Best cordless drill /diy/?
My battery type is out-of-production and I let two of my three batteries freeze (d'oh). My drills see heavy use in between sitting. I like a small light drill with good balance. Looking for Hobby pricing with Pro performance. Don't want kits and don't care about having a dozen "tools" that use the same battery- just a good racheting drill and a driver drill. Looking for batteries that last forever. I've had my current setup for 10+ years.
What's good these days for a cordless drill and driver (separate) sharing batteries? What battery type and voltage should I be looking for?
>>936675
>Looking for Hobby pricing with Pro performance.
>Looking for batteries that last forever.
You be looking long time, anon. I've gone DeWalt 18v XR (Li-Ion) - which aint really a recommendation either, just, bound to be a few things in the range (what you dont need today, you will tomorrow, etc.) - bare (no batteries) tools are cheap, and, currently looking at OEM batteries for these, if anyone tried any/got any recommendations? Otherwise, carry on..
>>936679
Batteries are more expensive than a new drill kit. That's why there are so many bare drills, it's cheaper to buy the kit and toss the drill.
Milwaukee M18 drill/driver combo. Tool stores will sometimes have specials where you get a free battery if you buy a bare tool. The trick is they want you to pay way too much for a charger. Buy a charger and extra batteries on Amazon.
>>936675
if you live in a decently populated area, there's probably a store that sells refurbs...you can get hella good deals at them.
Like the anon above, I'm partial to the Milwaukee M18 stuff.
>>936689
>Milwaukee M18 drill/driver combo
M18 drill (bare) $60
M18 driver (bare) $100
charge base $30
battery $75
===$265
Kit with drill, driver, two batteries and base plus a bag
===$179
even with a free battery the piecemeal is shit.
>>936681
- was (more or less) what I was saying, forgot to mention most important buying choice factor, reasonable & widespread range popularity = guaranteed a few different OEMs knocking out half-price (or less) batteries for the things.
New tools bare (at what must be less than cost, on the 'give them the razor, skin 'em on the blades' principle) + OEM batteries (also new, fuck buying 2nd hand batteries) - its a plan, no? Its all down to finding a good OEM battery maker, theres a few cropped for the DW XRs, but, having not tried any as yet (still on originals), can't recommend any manufacturer in particular. Expecting batteries to last 10 years+ nowadays, whether original or OEM, be overly-optimistic anyway, IMO.
>>936693
To be fair that is a sale price at Home Depot.
>>936693
>even with a free battery the piecemeal is shit.
You don't know about the "don't buy kits" deal?
Kit tools are different from the stand alone ones. They're underpowered and generally not as heavy duty as the stand alone ones (look up one of the kits, get the model number of the specific tool in question, then compare that to the model number of the stand alone tool).
If you're just getting stuff for periodic around-the-house useage this isn't a big deal, but if you use the tools frequently, it's always a better idea to get the stand alone ones.
Oh, and literally every manufacturer does this.
>>936704
>Kit tools are different from the stand alone ones.
You are retarded
You can literally go on Milwaukees website and pull up the Combo model numbers. It then shows you what Bare tools are in each kit.
They sell tools at different stores with different accessories for a different price point. Some will have a bag and extras, some wont. All listed on the website, but the bare tool itself is the same.
Its like the lie that plumbers con people with.
>Moen and Delta make 2 levels of faucets!
>They make the crappy ones to sell at Lowes, and the expensive ones that showrooms and Plumbers keep in their trucks!
>they may look the same, but thats why we cost 25% more than Home Depot!
I work customer service for a faucet company, and have costumers call in and ask this all the time.
Its not worth the companies time to make small batches of crappier stuff.
These are drill combo kits in all big box stores that will be sold to a TON of people, they will have to warrant every single person. Its not like they made 1000 of them as a black friday one off deal.
Its literally just a marketing and pricing trick to convince you to upsell yourself.
You wanted just a cordless drill, you have decided on a tool because of how cheap the bare price is. After you get the batteries and charger you see the Drill with a case battery and charger is cheaper than just buying it outright.
But then looking over for just a menial amount of more money you can buy a drill and driver combo! Its a deal you could never pass up!
Its typical budget creep, its the same reason people start out wanting to build a 600$ gaming computer and end up spending 900-100$ on it.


# TASK ITEM:
Write out everything in the records exactly, apart from the pictures.

*** Block opens ***

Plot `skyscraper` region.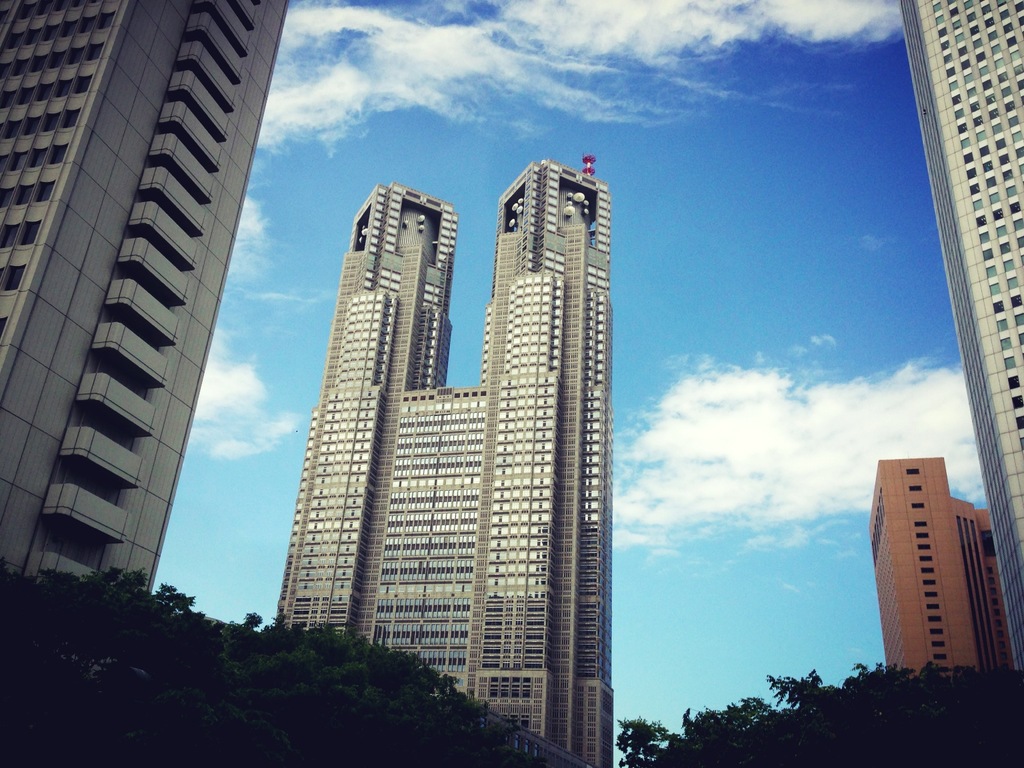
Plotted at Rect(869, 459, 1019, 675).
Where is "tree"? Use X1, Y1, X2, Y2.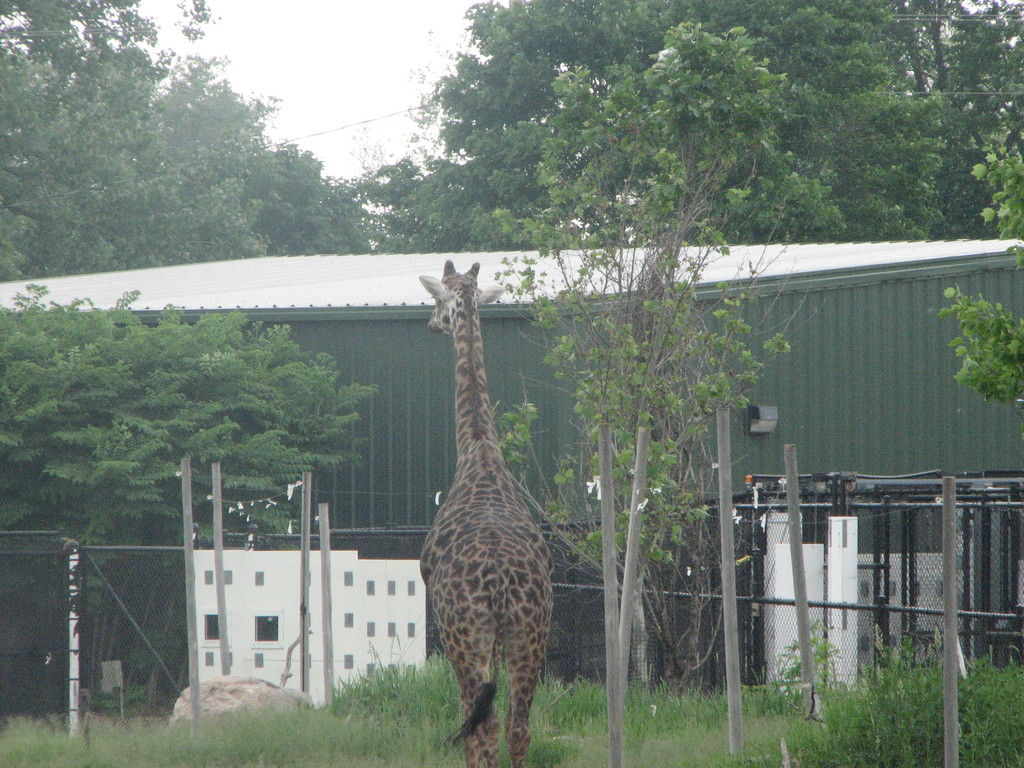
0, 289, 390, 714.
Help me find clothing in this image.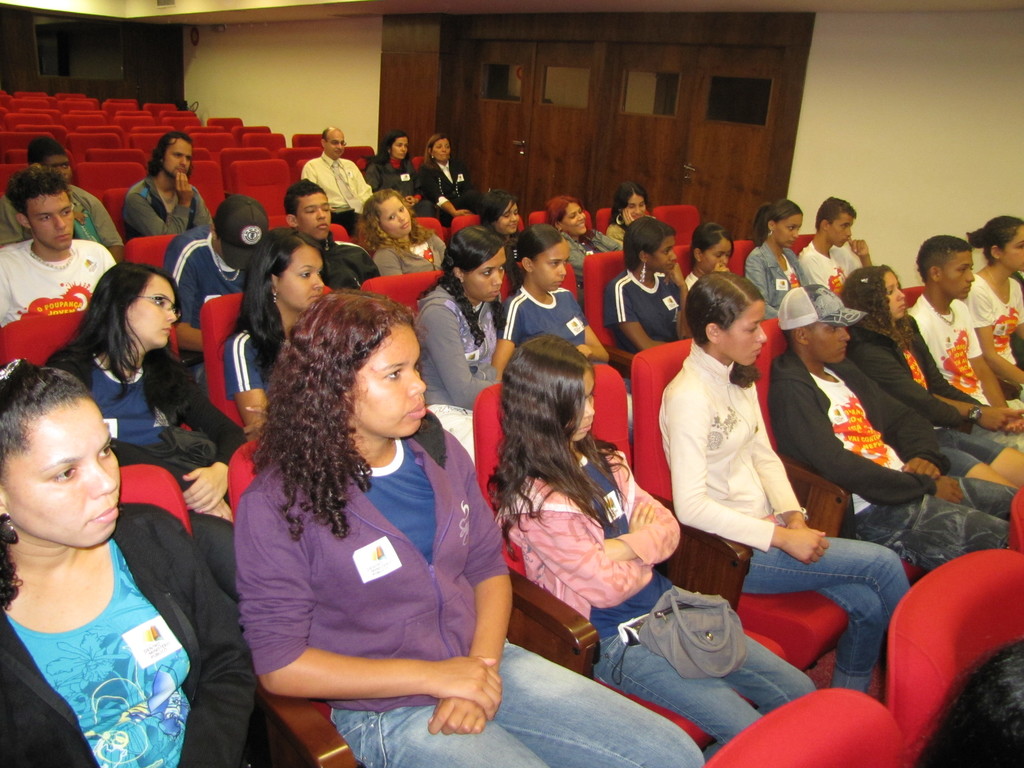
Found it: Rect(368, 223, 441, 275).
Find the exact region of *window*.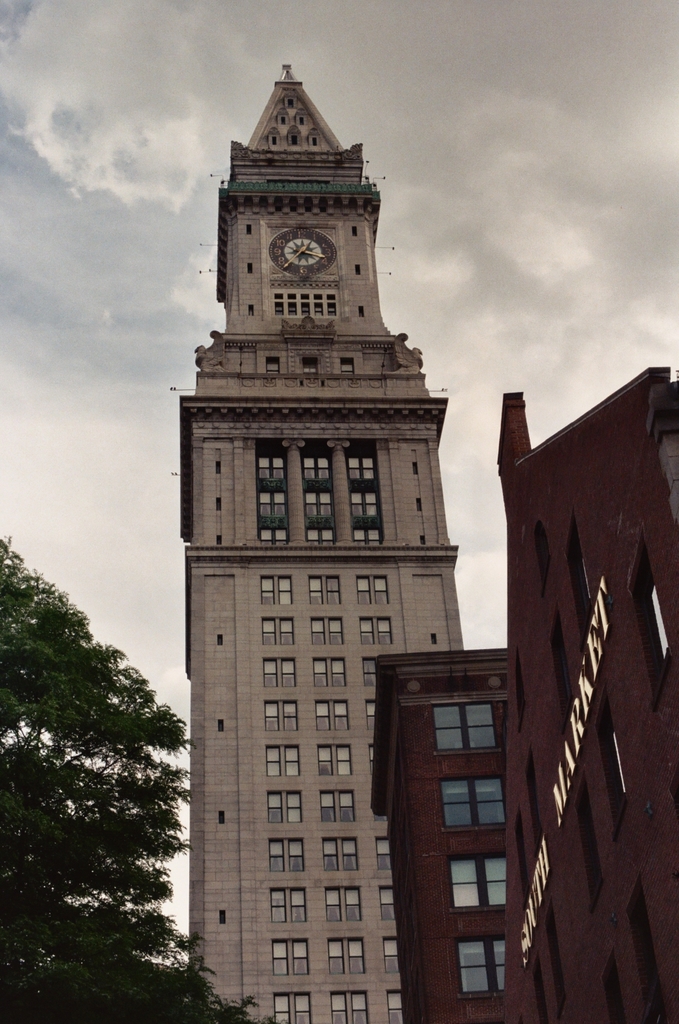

*** Block closes ***

# RESPONSE AREA:
Plot `skyscraper` region.
Plotted at Rect(869, 459, 1019, 675).
Where is "tree"? Use X1, Y1, X2, Y2.
0, 289, 390, 714.
Help me find clothing in this image.
Found it: Rect(368, 223, 441, 275).
Find the exact region of *window*.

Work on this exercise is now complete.